I have said that I went to some pains to find very dull, safe positions during the Second World War. What I have not stated is that the war also offered an opportunity to learn some more about the limits of my present learning. Thus, from a Jamaican engineer by the questionable name of Friday Boy, I heard about the souls of the dead and the angry ghosts that stay behind when they are not honoured. From a very earnest American officer called Walter S. Brody came the mysteries of Baptism, Anabaptism, Mormonism and Lutheranism laid out with the conclusion, “My ma was all of them at some time, and what she learned is that the best way to talk to God is by yourself.”

A Sudanese soldier who had hauled baggage for Rommel’s retreating tanks in Tunisia before escaping–or perhaps being captured, the rumour was never clarified–showed me the way to Mecca. He told me how to recite the words, “I bear witness that there is no God but Allah, and I bear witness that Mohammad is God’s servant and his messenger,” first in English, then broken Arabic, and finally Acholi, which he proudly declared was a language like no other and he, being Muslim and Acholi, was a man like no other. I recited this last several times to try and get the intonation right, and when he was satisfied he slapped me on the back and proclaimed, “There! Maybe you won’t have to burn in hellfire after all!”
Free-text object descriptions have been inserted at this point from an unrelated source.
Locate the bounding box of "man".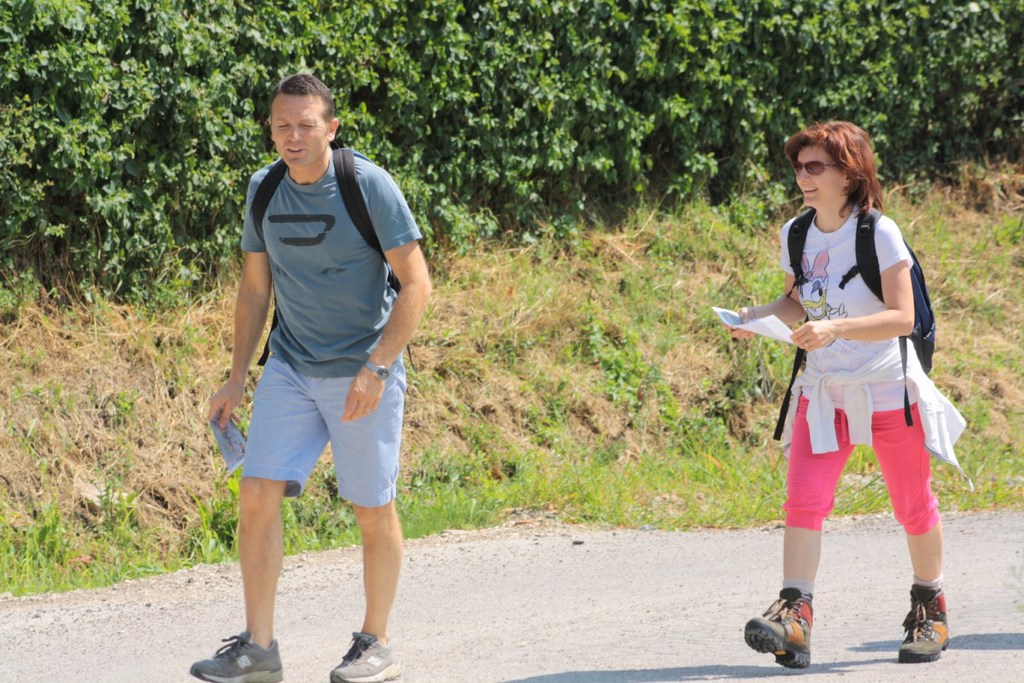
Bounding box: x1=180, y1=67, x2=436, y2=682.
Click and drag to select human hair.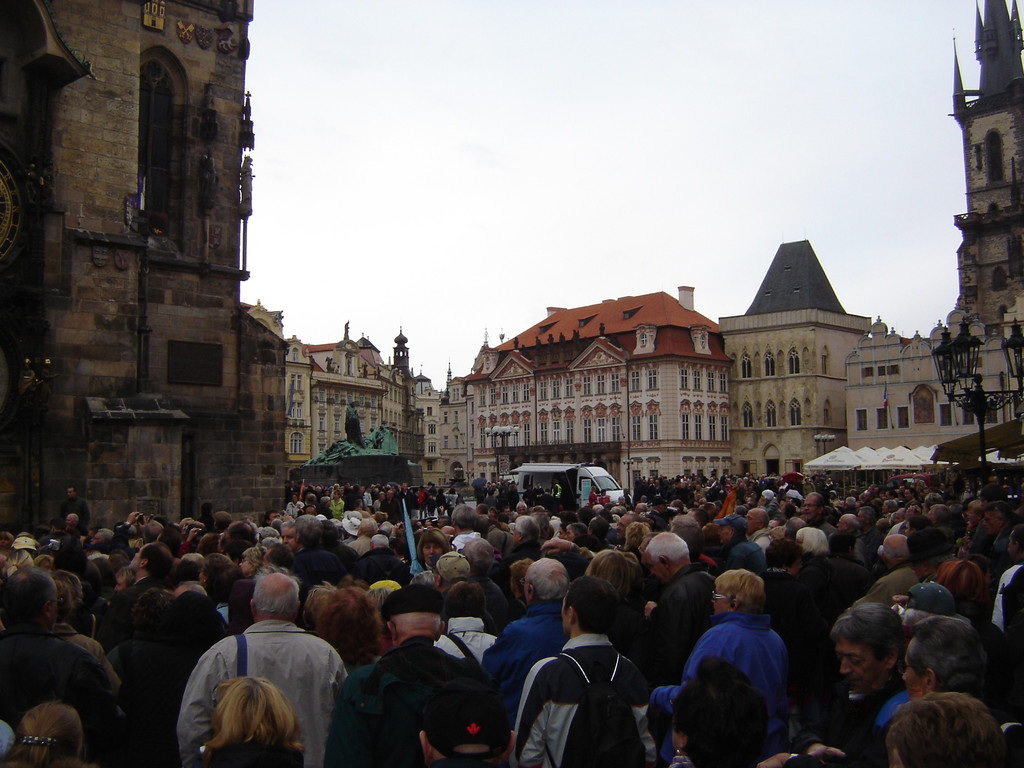
Selection: x1=458 y1=741 x2=488 y2=757.
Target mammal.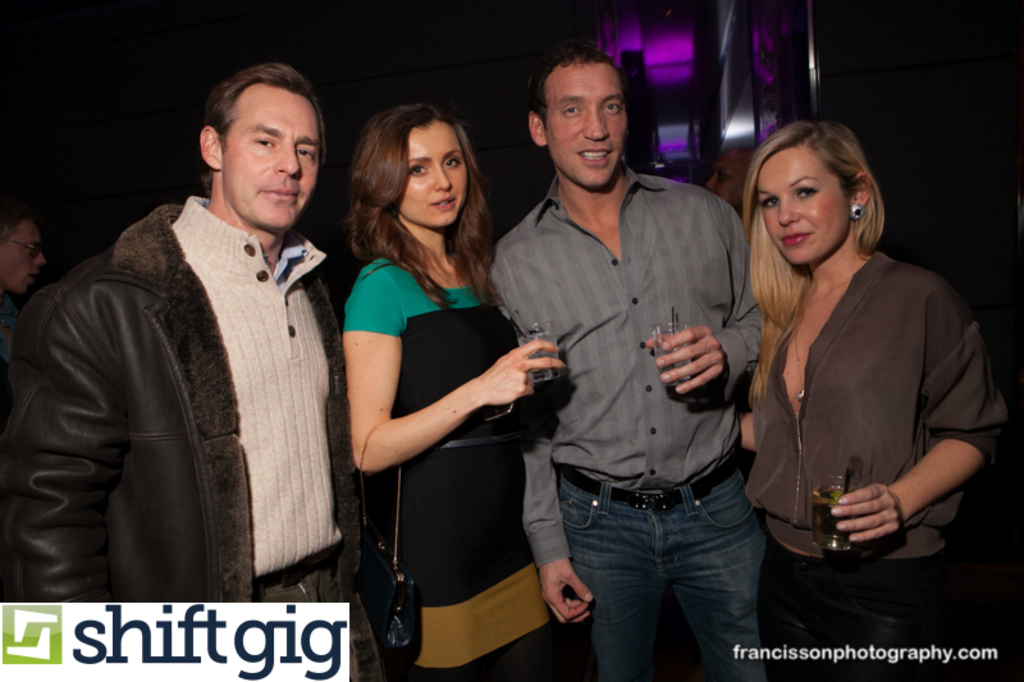
Target region: <box>0,61,420,681</box>.
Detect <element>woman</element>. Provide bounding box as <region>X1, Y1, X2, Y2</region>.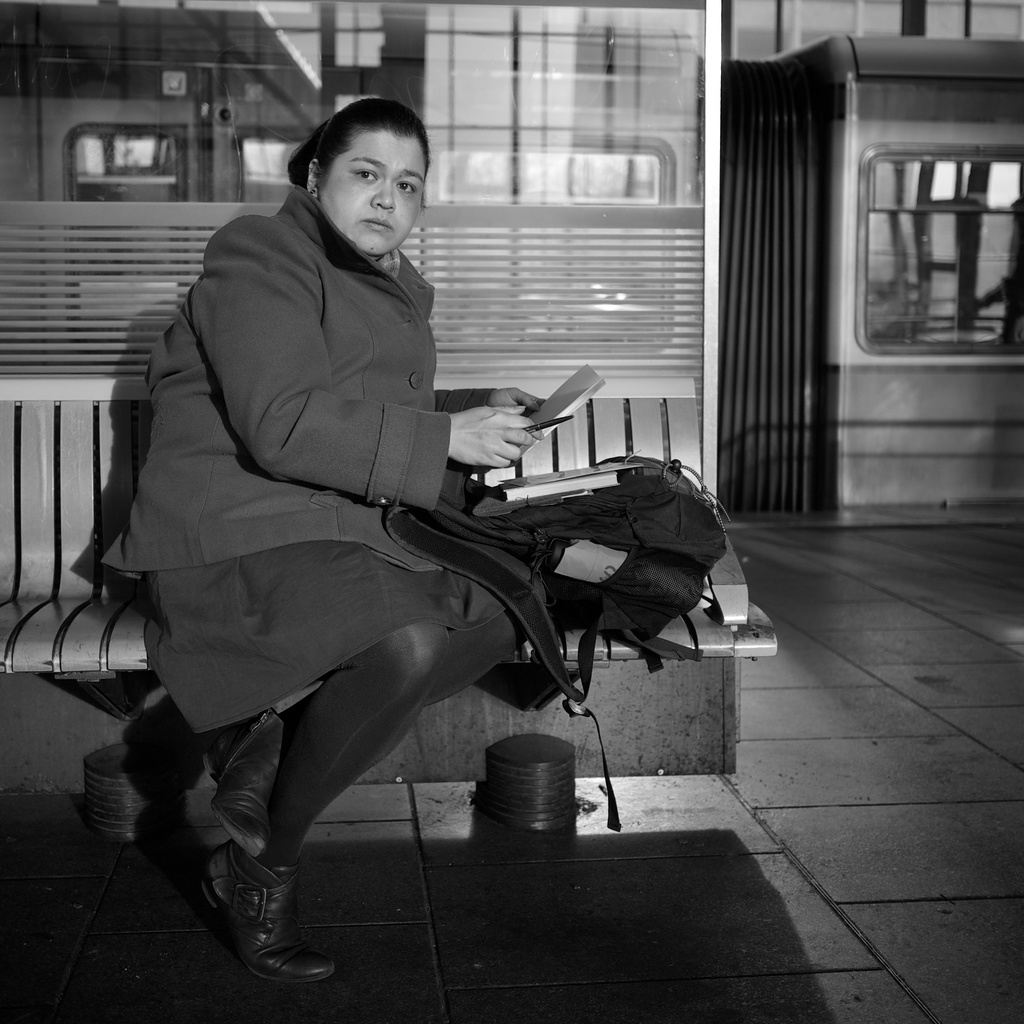
<region>87, 104, 521, 979</region>.
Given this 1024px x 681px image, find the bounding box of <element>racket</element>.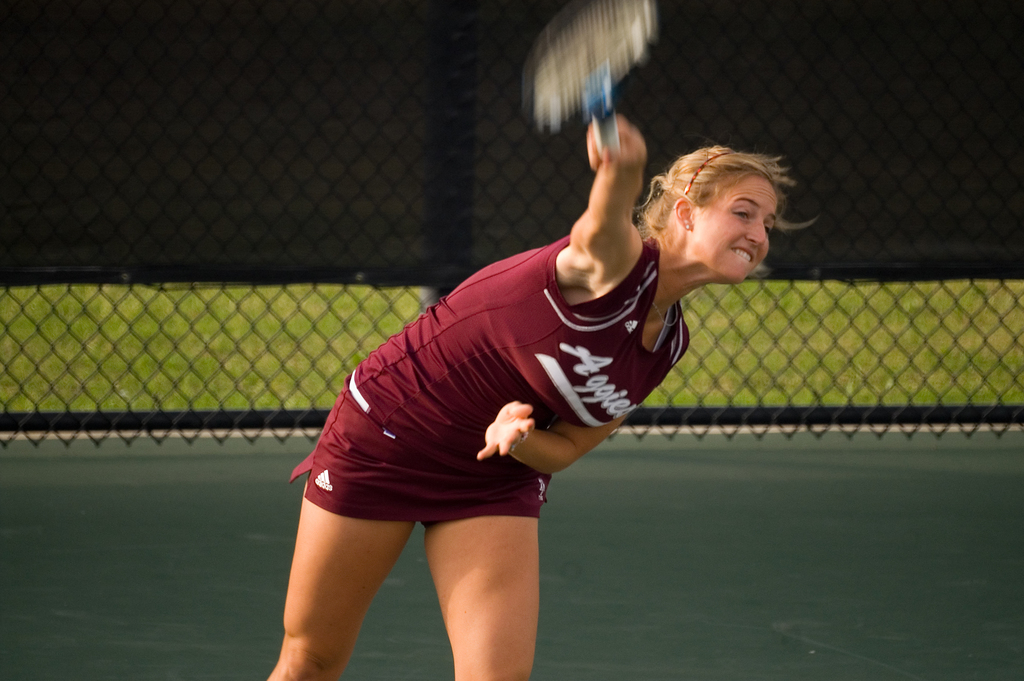
[left=514, top=0, right=660, bottom=161].
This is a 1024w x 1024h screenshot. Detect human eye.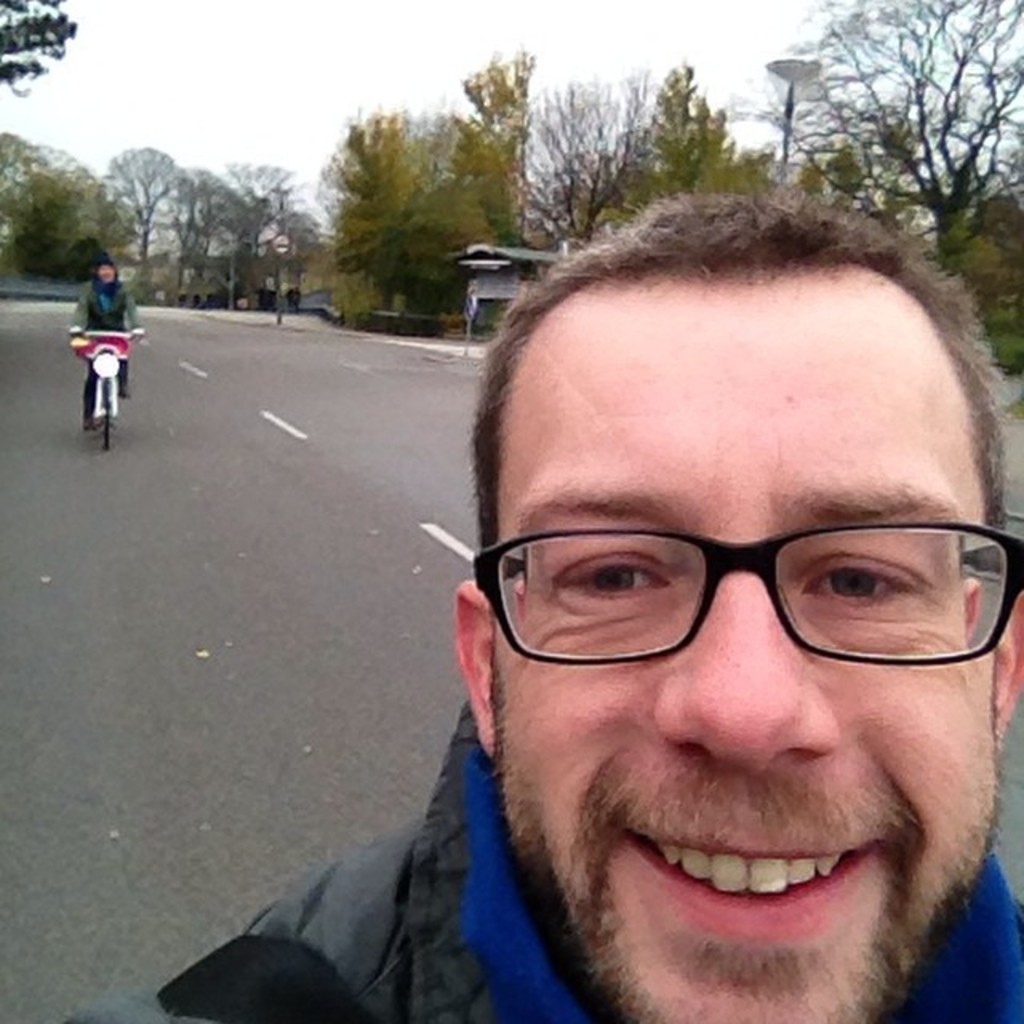
792/544/934/613.
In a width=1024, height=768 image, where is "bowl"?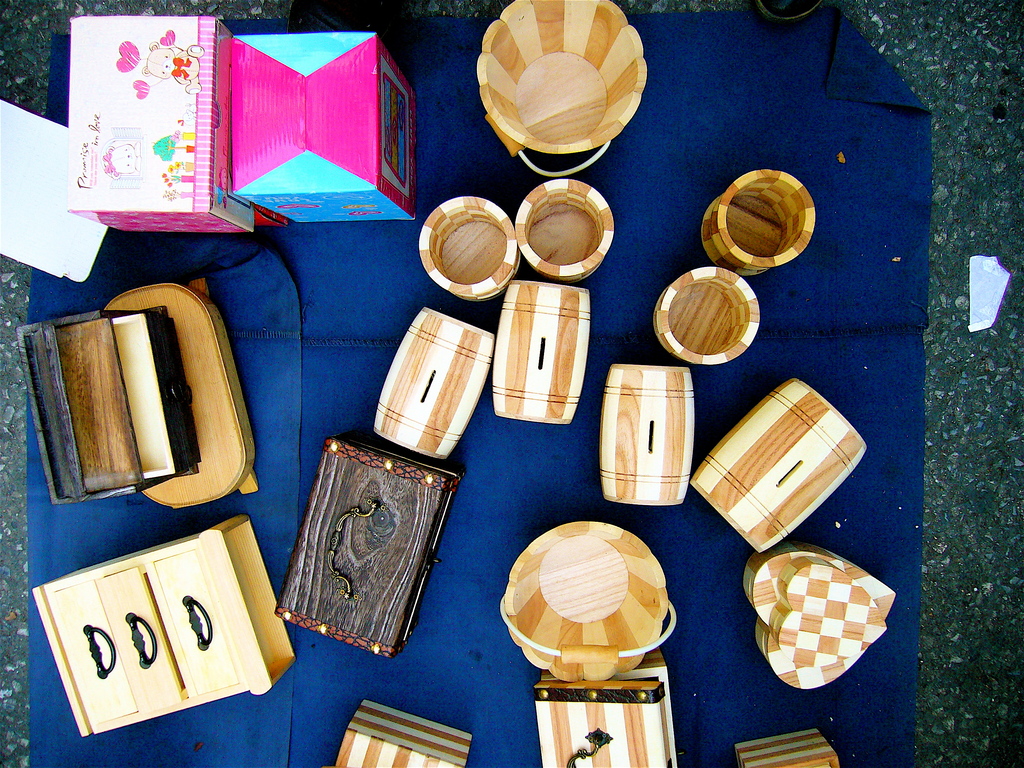
pyautogui.locateOnScreen(465, 27, 648, 163).
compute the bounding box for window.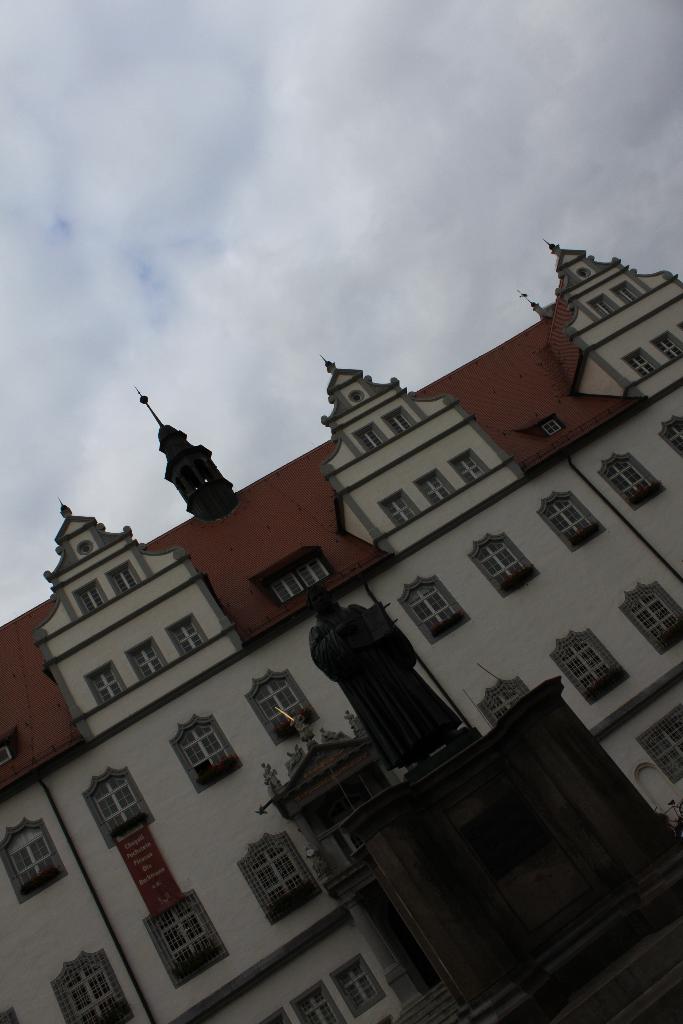
BBox(54, 949, 138, 1023).
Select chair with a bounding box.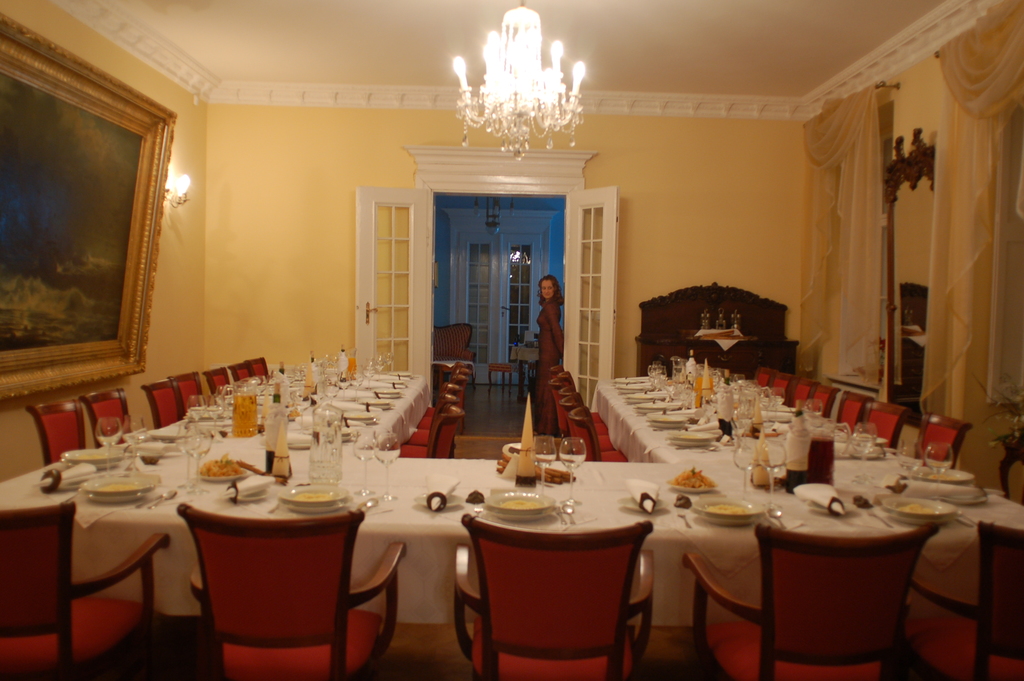
BBox(168, 373, 205, 418).
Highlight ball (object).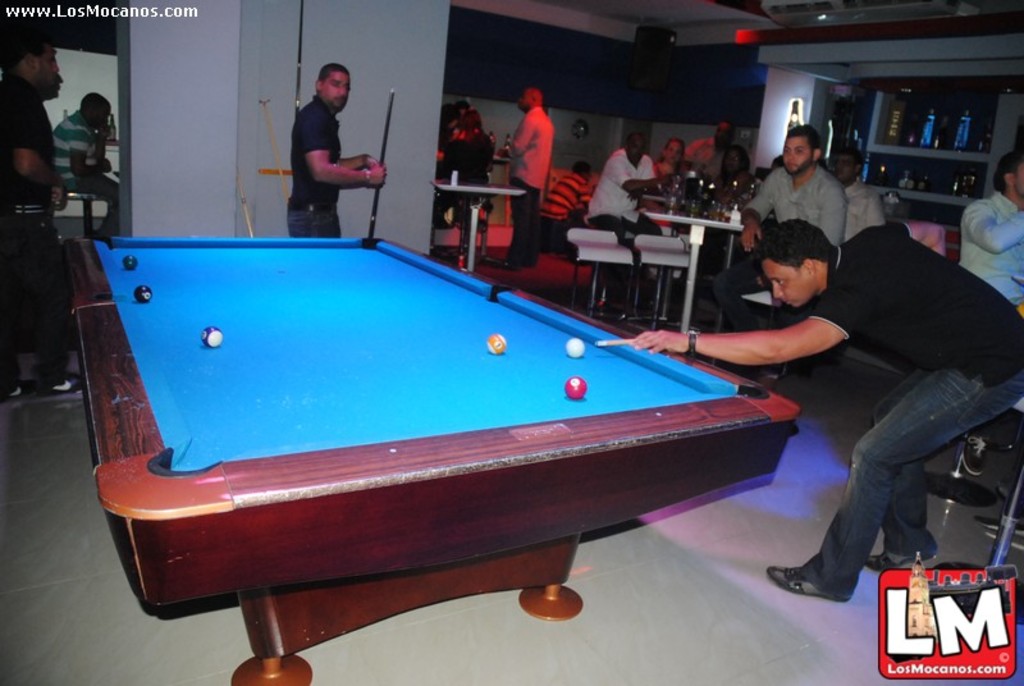
Highlighted region: 133:285:155:306.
I think it was this soldier, more than the others, who encouraged me to travel. He told fantastical and, as it frequently turned out, entirely fictional tales of glorious lands beyond the Mediterranean Sea, of mysteries and answers waiting in the sands. When the war ended I found the first ship I could to these lands that so many Englishmen were leaving and, drunk on the times, stumbled through various misdeeds and adventures with a blind ignorance worthy of the youth I appeared to wear. In Egypt I became passionately convinced of the truth of Allah’s word, until one day I was cornered in an alley in Cairo and beaten senseless by three of my brothers from the mosque. They pulled my beard out and shaved my head with dull knives, spat in my face and tore at my ill-fitting white robes, which I had acquired with the zealousness of the convert, proclaiming that I was a Jewish spy–albeit a ginger one–an imperialist, a communist, a fascist, a Zionist and above all else, not one of them. I spent four days in hospital and on my discharge went to my mullah for comfort. He politely poured me tea in a glass tulip cup and asked me how I felt about my calling.

I left the next day.

In the newly founded state of Israel I toyed for a while with Judaism, but for all my war-wounded credentials in the cause of Hebrew espionage, I was clearly not about to belong, and my status as an ex-soldier of the hated British did me few enough services. I saw men and women with camp tattoos still blue on their skins, who fell to their knees beneath the Wailing Wall and wept with relief to see its sun-drenched stones, and knew that I was not a part of their universe.

A Catholic priest on top of Mount Sinai greeted me when I climbed it in search of a god to answer my prayers. I knelt at his feet and kissed his hand and said his being there was a sign, a sign that there was a god who had a purpose for me, and I told him my story. Then he knelt at my feet and kissed my hand and said I was a sign, a sign from God that there was a purpose to his life after all, and that in me his faith was renewed, and he became so earnest in his declarations of my wonder that I began to doubt it myself. He said he would take me to Rome to meet the Pope, that I would have a life of meditation and prayer to fathom the mysteries of my existence, and three days later I woke to find him on the floor of my room, naked except for a string of beads, kneeling and kissing my hand as I slept. He said I was a messenger and apologised that he had ever harboured any doubts, and I sneaked out of the back window and down the garden wall just before sunrise.